Loved From The Beginning

Commentary

You should probably never ask me to TALK about this little poem… too emotional! The background photo is of my mother when she was a little girl. The photo was taken in the early 1930s. Mom was taken in 2006. It occasionally becomes obvious that I’m not through grieving.

The setting when I thought of the words really was waking up from an afternoon nap. As is often the case, I was wearing ear buds, and had been drowning out the noises in the house by listening to one of my favorite Pandora stations. As I awoke, I was keenly aware of how beautiful the music was… something from Pat Metheny.

I listened to another piece, and then another. Each was as beautiful as the last.

My mind went back through the years to the experience of taking naps as a child, to the awareness of family in other rooms, their voices becoming distant and indistinct as I fell asleep. I cannot actually remember anything before that. However…

Traveling back in time, I arrived at the conviction that my exquisite experience of beauty — here in music — has always been rooted in the love of my mother. She herself was beautiful. She loved me, and she loved beauty. But she also pointed me farther back, to the Author of beauty.

Farther Back

Time did not begin with my birth. When a Christian like myself refers to “love from the beginning,” he or she inevitably alludes to our belief that God has loved his children and had kind purposes for them “from the beginning.” When the Apostle Paul writes about this, he gets into one of the long run-on sentences (in the Greek) that signal his excitement:

Blessed be the God and Father of our Lord Jesus Christ, who has blessed us in Christ with every spiritual blessing in the heavenly places, even as he chose us in him before the foundation of the world, that we should be holy and blameless before him. In love he predestined us for adoption to himself as sons through Jesus Christ, according to the purpose of his will, to the praise of his glorious grace, with which he has blessed us in the Beloved.  In him we have redemption through his blood, the forgiveness of our trespasses, according to the riches of his grace,  which he lavished upon us, in all wisdom and insight  making known to us the mystery of his will, according to his purpose, which he set forth in Christ as a plan for the fullness of time, to unite all things in him, things in heaven and things on earth.

Ephesians 1:3-10 (ESV)

I’m convinced that knowing the Creator, and being confident that He loves me, enables me to better appreciate the beauty of His creation.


What is required>
Print exactly the lines that run from the one containing "Image resolution: width=782" to the final line of the data, both included, and print none of the pictures.

-- Supplied data follows --

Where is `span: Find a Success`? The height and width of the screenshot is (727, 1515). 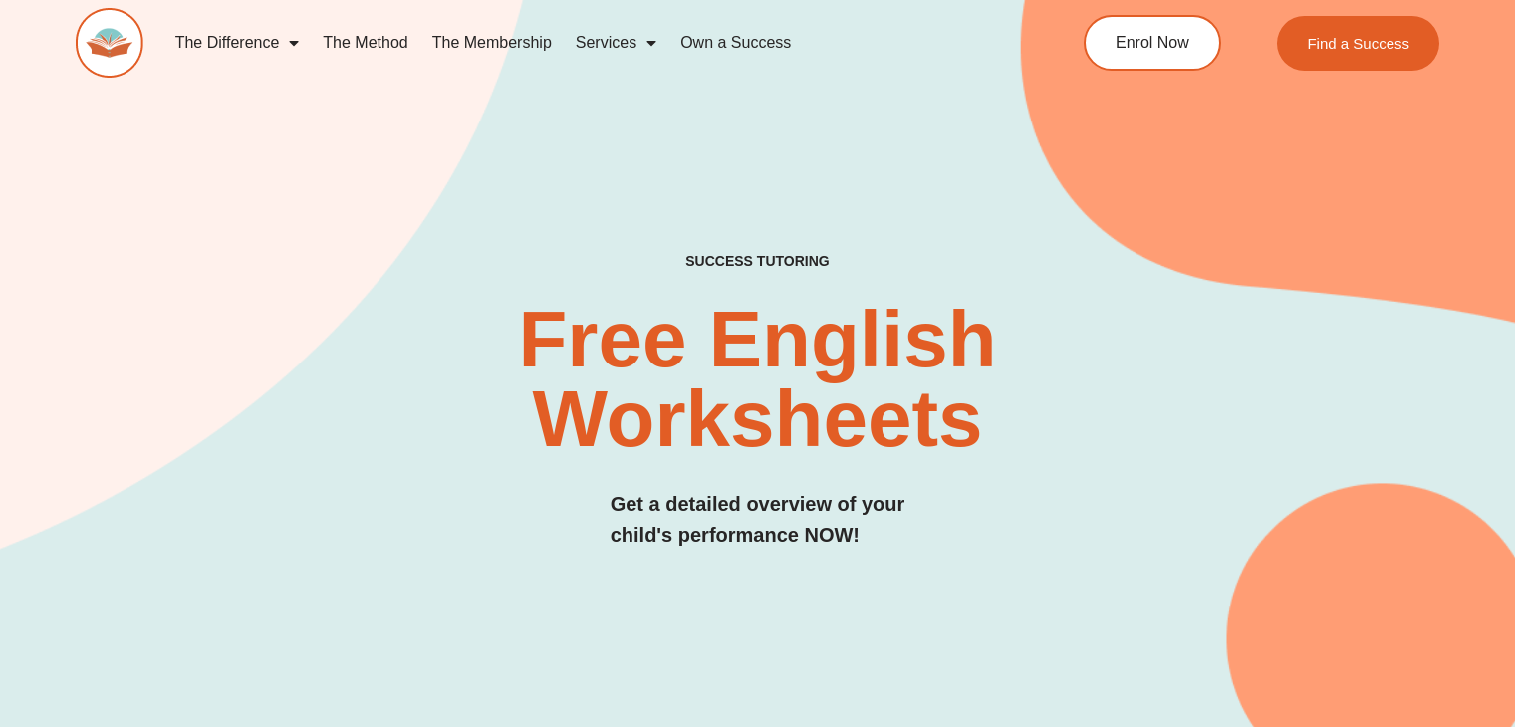
span: Find a Success is located at coordinates (1358, 43).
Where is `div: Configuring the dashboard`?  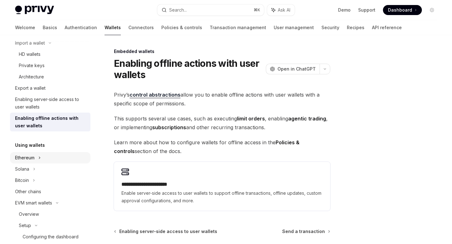 div: Configuring the dashboard is located at coordinates (51, 237).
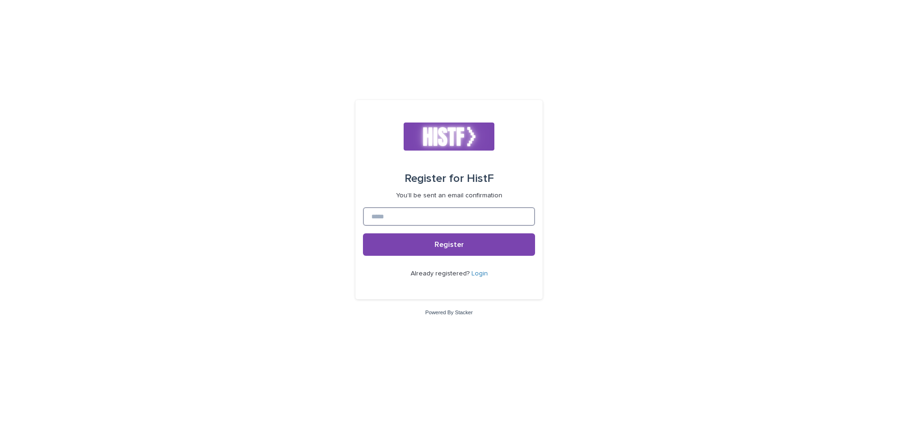 This screenshot has width=898, height=426. I want to click on span: Register for, so click(434, 179).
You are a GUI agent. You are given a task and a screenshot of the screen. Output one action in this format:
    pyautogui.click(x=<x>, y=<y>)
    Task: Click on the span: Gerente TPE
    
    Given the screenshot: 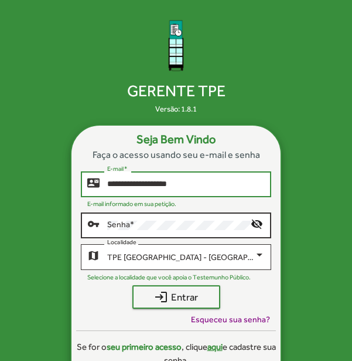 What is the action you would take?
    pyautogui.click(x=176, y=89)
    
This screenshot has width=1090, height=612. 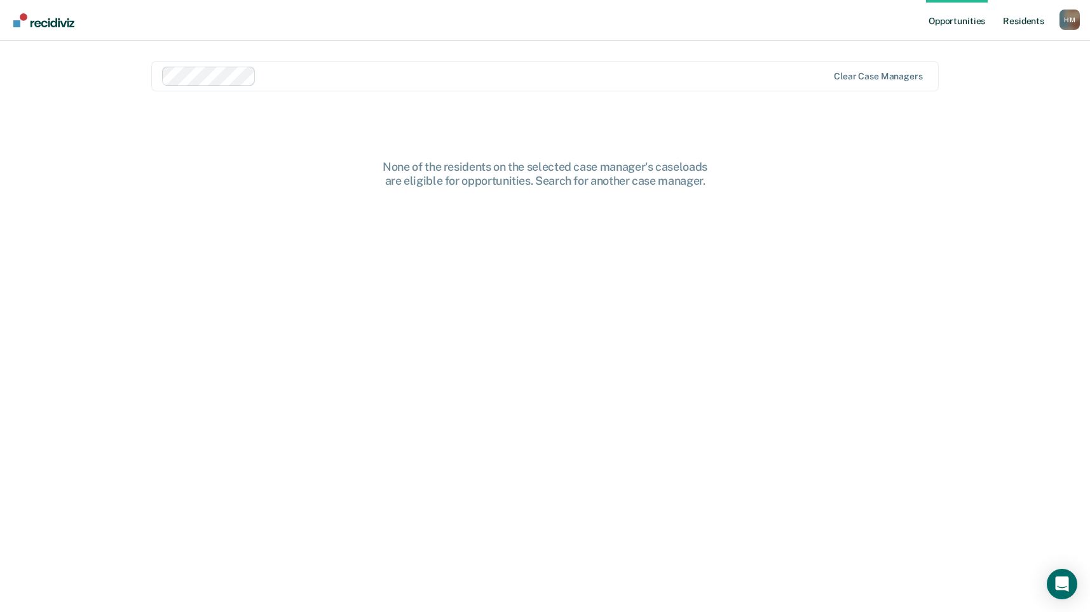 I want to click on img: Recidiviz, so click(x=44, y=20).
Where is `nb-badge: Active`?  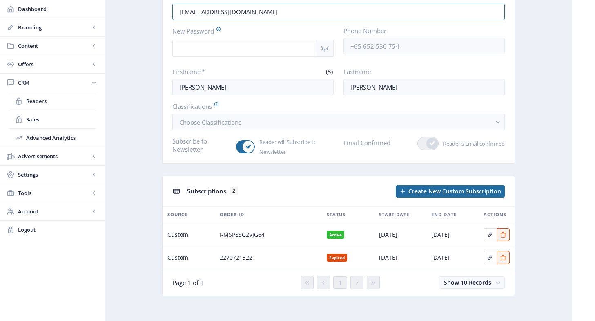 nb-badge: Active is located at coordinates (336, 234).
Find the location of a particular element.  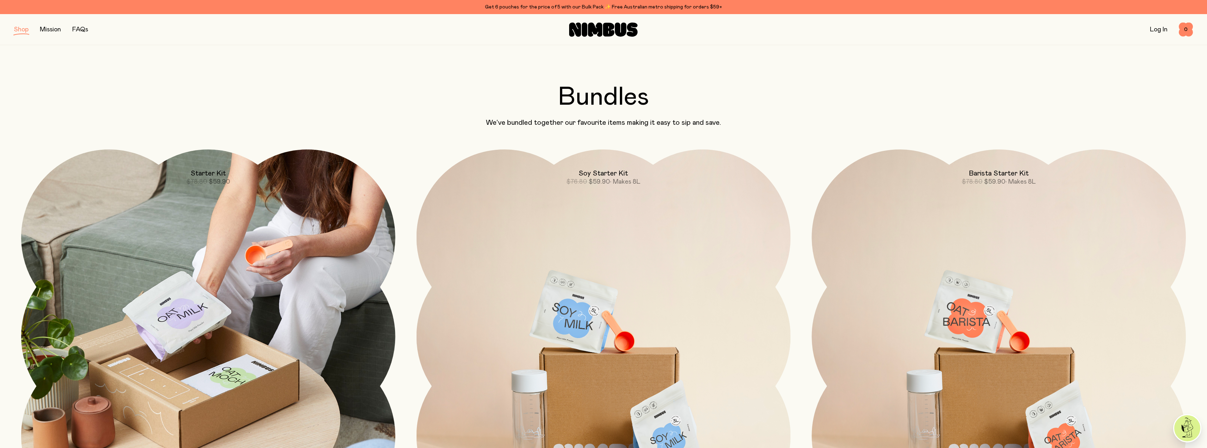

a: Log In is located at coordinates (1159, 30).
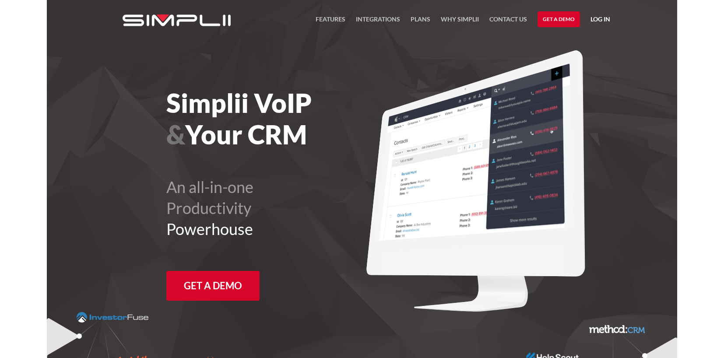  Describe the element at coordinates (508, 22) in the screenshot. I see `a: Contact US` at that location.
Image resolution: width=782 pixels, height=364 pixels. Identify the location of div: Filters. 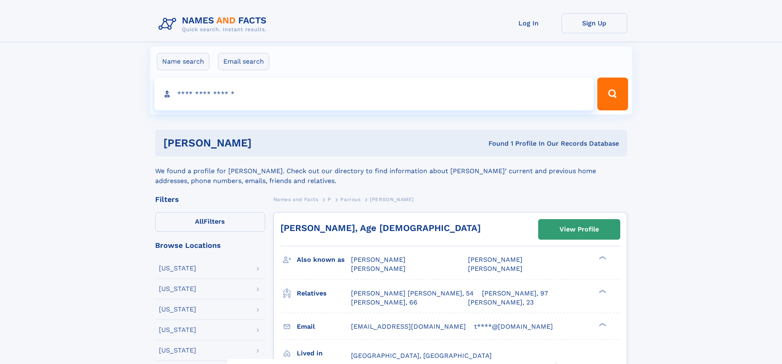
(210, 199).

-- Supplied data concluded --

Written answer>
Image resolution: width=782 pixels, height=364 pixels. Identify the location of div: Filters. 
(210, 199).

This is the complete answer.